[Footnote 4: These works can hardly be called "tracts." Algernon Sidney's "Discourses concerning Government" (1698), is a portly folio of 467 pages, and Ludlow's "Memoirs" (1698-9) occupy three stout octavo volumes. [T.S.]
[Footnote 5: On July 21st, 1683, the University of Oxford passed a decree condemning as "false, seditious, and impious," a series of twenty-seven propositions, among which were the following:
"All civil authority is derived originally from the people."
"The King has but a co-ordinate power, and may be over-ruled by the Lords and Commons."
"Wicked kings and tyrants ought to be put to death."
"King Charles the First was lawfully put to death."
The decree was reprinted in 1709/10 with the title, "An Entire Confutation of Mr. Hoadley's Book, of the Original of Government." It was burnt by the order of the House of Lords, dated March 23rd, 1709/10. [T.S.]

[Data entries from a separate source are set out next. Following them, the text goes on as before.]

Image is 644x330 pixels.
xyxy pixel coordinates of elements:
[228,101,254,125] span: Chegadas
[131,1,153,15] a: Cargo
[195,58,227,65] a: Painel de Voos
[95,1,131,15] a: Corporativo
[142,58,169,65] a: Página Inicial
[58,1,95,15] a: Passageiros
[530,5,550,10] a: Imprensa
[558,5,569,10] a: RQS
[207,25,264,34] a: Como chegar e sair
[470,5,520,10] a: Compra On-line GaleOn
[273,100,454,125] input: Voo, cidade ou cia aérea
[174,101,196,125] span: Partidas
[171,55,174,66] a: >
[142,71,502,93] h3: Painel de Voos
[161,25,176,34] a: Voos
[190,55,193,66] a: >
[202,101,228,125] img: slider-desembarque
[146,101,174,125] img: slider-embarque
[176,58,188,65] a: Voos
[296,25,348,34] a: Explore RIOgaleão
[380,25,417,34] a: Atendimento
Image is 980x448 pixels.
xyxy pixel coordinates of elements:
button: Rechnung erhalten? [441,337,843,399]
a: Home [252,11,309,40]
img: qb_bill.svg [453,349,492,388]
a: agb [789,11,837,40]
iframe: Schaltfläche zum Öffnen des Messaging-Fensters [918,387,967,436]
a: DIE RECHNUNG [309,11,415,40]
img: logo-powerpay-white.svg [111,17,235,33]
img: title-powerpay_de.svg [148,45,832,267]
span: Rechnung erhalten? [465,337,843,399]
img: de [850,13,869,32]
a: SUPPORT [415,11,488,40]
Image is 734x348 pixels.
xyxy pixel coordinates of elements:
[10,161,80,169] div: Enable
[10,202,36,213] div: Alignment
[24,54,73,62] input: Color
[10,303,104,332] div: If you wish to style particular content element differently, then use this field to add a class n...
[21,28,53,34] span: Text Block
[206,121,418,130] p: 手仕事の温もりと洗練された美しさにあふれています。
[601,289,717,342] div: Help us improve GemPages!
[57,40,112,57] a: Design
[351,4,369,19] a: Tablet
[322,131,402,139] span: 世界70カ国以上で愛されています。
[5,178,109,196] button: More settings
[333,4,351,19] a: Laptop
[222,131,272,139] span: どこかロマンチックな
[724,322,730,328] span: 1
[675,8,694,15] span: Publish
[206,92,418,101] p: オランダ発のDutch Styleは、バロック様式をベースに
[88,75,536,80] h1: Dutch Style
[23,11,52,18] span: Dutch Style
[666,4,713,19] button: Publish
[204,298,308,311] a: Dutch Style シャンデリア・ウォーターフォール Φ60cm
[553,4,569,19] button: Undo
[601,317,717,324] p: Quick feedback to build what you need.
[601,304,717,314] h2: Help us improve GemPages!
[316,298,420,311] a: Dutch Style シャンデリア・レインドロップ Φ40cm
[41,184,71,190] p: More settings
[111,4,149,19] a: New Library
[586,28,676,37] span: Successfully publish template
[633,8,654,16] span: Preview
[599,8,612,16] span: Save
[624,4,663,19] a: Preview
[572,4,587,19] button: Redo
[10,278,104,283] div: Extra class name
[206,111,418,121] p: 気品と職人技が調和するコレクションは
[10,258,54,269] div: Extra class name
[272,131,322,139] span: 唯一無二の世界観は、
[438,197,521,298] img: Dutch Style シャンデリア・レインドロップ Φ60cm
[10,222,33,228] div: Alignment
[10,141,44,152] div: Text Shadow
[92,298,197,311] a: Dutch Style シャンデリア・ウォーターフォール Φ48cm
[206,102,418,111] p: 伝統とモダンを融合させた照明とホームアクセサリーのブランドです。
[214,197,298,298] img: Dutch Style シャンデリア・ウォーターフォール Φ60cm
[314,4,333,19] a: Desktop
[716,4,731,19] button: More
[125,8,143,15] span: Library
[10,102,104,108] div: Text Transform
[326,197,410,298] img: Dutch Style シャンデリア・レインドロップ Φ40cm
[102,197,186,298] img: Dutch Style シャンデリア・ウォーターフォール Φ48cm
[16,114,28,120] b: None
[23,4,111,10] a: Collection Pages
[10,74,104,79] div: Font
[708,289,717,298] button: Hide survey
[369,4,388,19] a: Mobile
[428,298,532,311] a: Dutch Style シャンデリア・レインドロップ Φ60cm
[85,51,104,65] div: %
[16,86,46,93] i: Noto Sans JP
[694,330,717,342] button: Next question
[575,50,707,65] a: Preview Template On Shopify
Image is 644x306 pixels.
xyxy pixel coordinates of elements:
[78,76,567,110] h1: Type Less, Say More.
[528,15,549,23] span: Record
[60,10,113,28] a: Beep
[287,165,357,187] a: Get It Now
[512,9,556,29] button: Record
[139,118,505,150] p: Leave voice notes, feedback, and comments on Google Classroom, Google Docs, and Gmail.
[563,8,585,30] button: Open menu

[Footnote 6: In a letter to Dr. Chenevix, Bishop of Waterford (dated May 23rd, 1758), Lord Chesterfield, speaking of Swift's "Last Four Years," says that it "is a party pamphlet, founded on the lie of the day, which, as Lord Bolingbroke who had read it often assured me, was coined and delivered out to him, to write 'Examiners' and other political papers upon" (Chesterfield's "Works," ii. 498, edit. 1777). [T.S.]
[Footnote 7: From this and many previous passages it is obvious, that, in joining the Tories, Swift reserved to himself the right of putting his own interpretation upon the speculative points of their political creed. [S.]
[Footnote 8: See Swift's "Presbyterians' Plea of Merit," and note, vol. iv., p. 36, of present edition. [T.S.]